In the interest of full disclosure
M.P. Dunleavey, writing in Saturday's New York Times, reminds us of a 2005 study authored at Carnegie Mellon by Daylian Cain--then a doctoral student in the Tepper School of Business--and Carnegie Mellon professors Don Moore and George Loewenstein which revealed that disclosures of conflicts of interest may not save clients from the malfeasance of their advisors. In fact, such disclosures may give advisors license to skew information in order to profit themselves.
The researchers conducted a study in which participants were divided into estimators and advisors. The estimators had to guess the amount of money in a jar that they had to glimpse from a distance. They would be paid money based on the accuracy of their estimates. The advisors, who observed the jars more closely, were divided into three groups. One group got paid based on the accuracy of their estimators' guesses, while the other two groups were paid according to how high the estimates were. Among those two groups, one was required to disclose this potential conflict to their "clients."

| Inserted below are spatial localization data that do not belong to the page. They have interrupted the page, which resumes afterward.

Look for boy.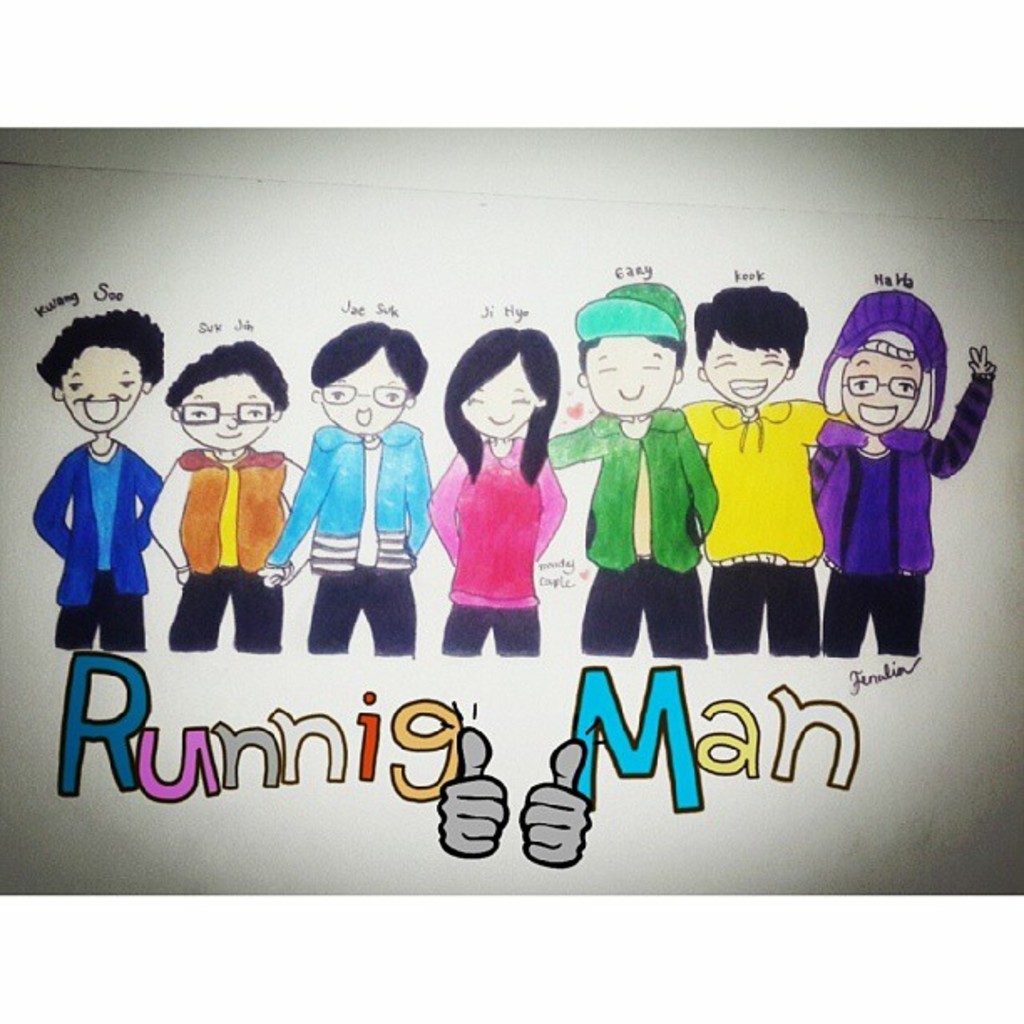
Found: x1=27, y1=306, x2=166, y2=663.
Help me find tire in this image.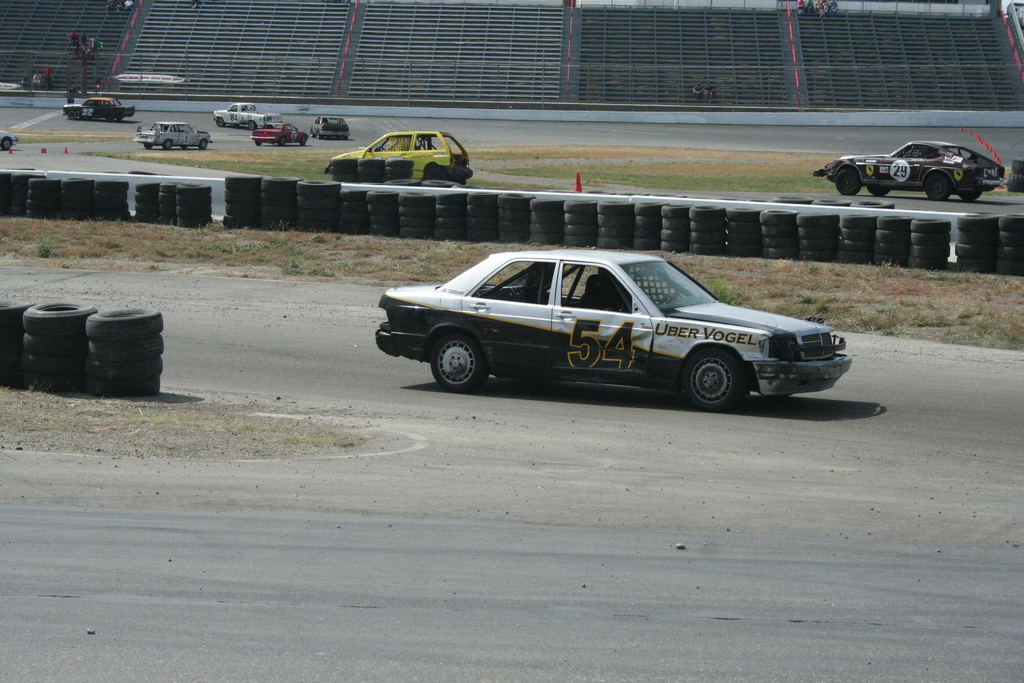
Found it: [963,193,978,202].
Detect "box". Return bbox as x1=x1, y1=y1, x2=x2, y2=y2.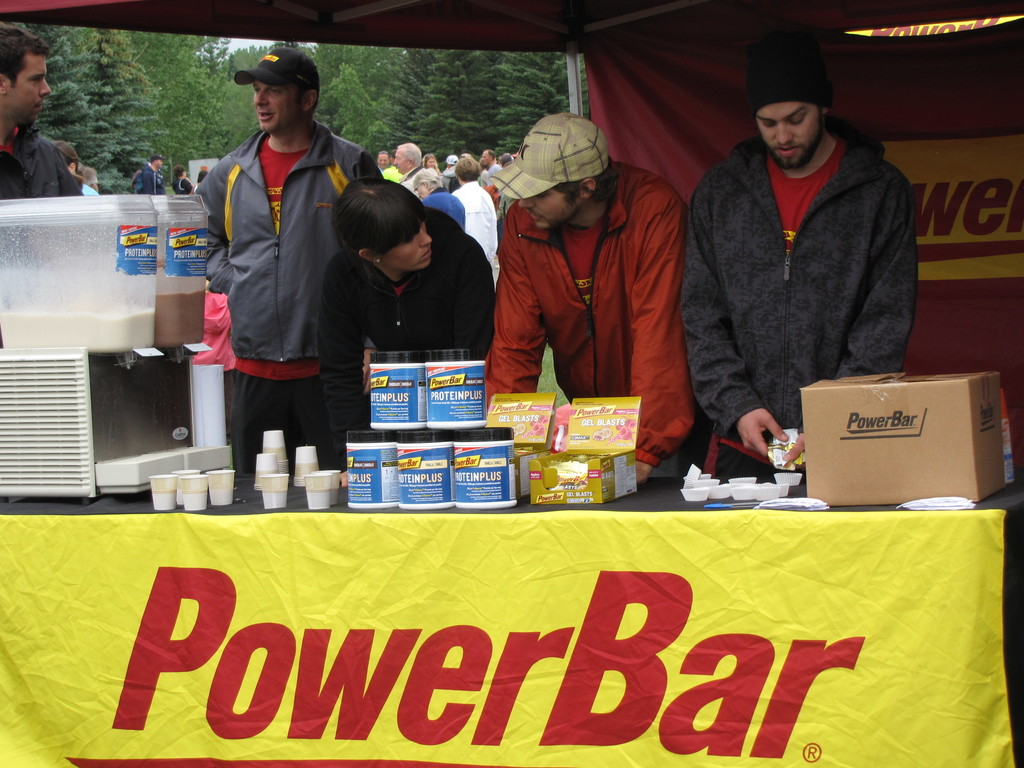
x1=780, y1=367, x2=1012, y2=509.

Well, as it turned out, the group that gave the most biased estimates were the advisors who had to disclose their conflict. While the clients slightly discounted the advice they received from the biased advisors, their guesses were still the worst among all the estimators. The results show that disclosing conflicts of interest may not be the curative for corporate collapses a la Enron that reformers had hoped, and that human beings are too quick to accept the judgment of experts, even when the experts in question have obvious incentives to deceive.